The story of her marriage was one of the scandals of the time: her husband, Prince Peter of Oldenburg, was a Romanov cousin, widely believed to be homosexual. Her account is somewhat discreet, but the marriage was probably never consummated and she soon fell in love with a young officer, Nikolai Kulikovsky. Their relationship fascinated the imperial court, especially when the husband appointed the lover his ADC. A touching moment comes when Olga is finally granted permission to marry Kulikovsky, who was to remain the love of her life and by whom she had two sons. (The book’s editor is her great-grandson, who fills in the facts behind her reminiscences.)
She seems distant from politics, but she did meet Rasputin who struck her simply at a ‘typical peasant’. She writes:
The news that a revolution had broken out in St Petersburg came to those of us who worked in our hospital in Kiev like a veritable thunderbolt. We hadn’t heard a word, not even a rumour … we read the news over and over again and did not want to believe our eyes … None of us could foresee how it would disrupt our lives.

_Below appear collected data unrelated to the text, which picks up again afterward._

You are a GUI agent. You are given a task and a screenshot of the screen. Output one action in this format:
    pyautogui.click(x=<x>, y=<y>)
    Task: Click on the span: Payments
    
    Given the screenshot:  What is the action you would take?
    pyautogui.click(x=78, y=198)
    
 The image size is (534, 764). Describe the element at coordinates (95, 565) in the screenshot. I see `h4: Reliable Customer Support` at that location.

Olga certainly had a gift for understatement. The revolutionaries executed not only her brother Nicholas and his family, but Michael too, and many other Romanovs, including their widowed aunt, the Grand Duchess Ella, who had entered a convent after her own husband’s assassination in 1905. Olga escaped to the Crimea where she was variously harassed and protected. Finally she fled to Denmark, where these memoirs were written and first published. She lived through the second world war but, fearful of Stalin’s secret police, ended her days in Canada, dying in 1960.
This book is best read in conjuction with Nicholas and Alexandra’s letters, with Dominic Lieven’s life of Nicholas II, and the superb Court of the Last Tsar by Greg King. It will be most thoroughly enjoyed by connoisseurs of the private lives of the Romanovs.